ON THE ROYAL PILGRIMAGES TO THE SHRINE OF ST. DUTHACK,
AT TAIN, IN ROSS-SHIRE.
In a note to page 16, I expressed some doubt as to the accuracy of the statement that King James the Fifth was sent in pilgrimage to the Shrine of St. Duthack, immediately previous to the trial and condemnation of Patrick Hamilton. Had the Treasurer's Accounts for 1528, or the Household Book between July 1526 and August 1528, been preserved, they might have enabled us to trace the King's516 movements. But the statement is highly improbable in itself. Mr.

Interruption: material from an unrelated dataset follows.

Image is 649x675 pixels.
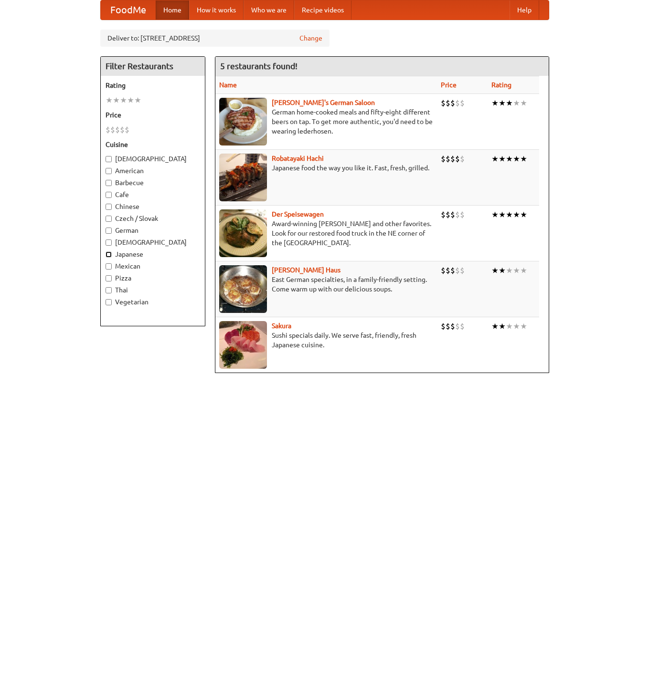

Tytler has shown that James only escaped from the thraldom of the Douglasses at the end of May 1528, or nearly three months after Hamilton's sentence; and it was most unlikely from the vigilant restraint under which the King was kept that he would have been allowed to traverse a great part of the country upon such an errand. It may also be kept in view, that if an application had been made to James, before he assumed the reins of government, it is scarcely probable his interference would have had any effect in preventing the sentence of the Ecclesiastical Courts from being carried into execution.
Want of space prevents me from inserting here, as I intended, a series of extracts from the Treasurer's Accounts during the reign of James the Fourth, in connexion with his visits to that celebrated shrine. I shall therefore merely notice, that the public registers furnish some evidence to shew that he made an annual pilgrimage to St. Duthack's chapel, in Ross-shire. On more than one occasion the King rode unattended from Stirling across the mountain pass of the Grampians, leading from Fettercairn to the north side of the Dee, and from thence to Elgin, Inverness, and Tain. These repeated visits to a distant shrine may have been performed as an act of penance, the chapel having been founded by his father, James the Third. Such a journey, with a few attendants, he appears to have made in August 1513, or only one month previously to his setting out on his calamitous expedition, when he was slain at Floddon.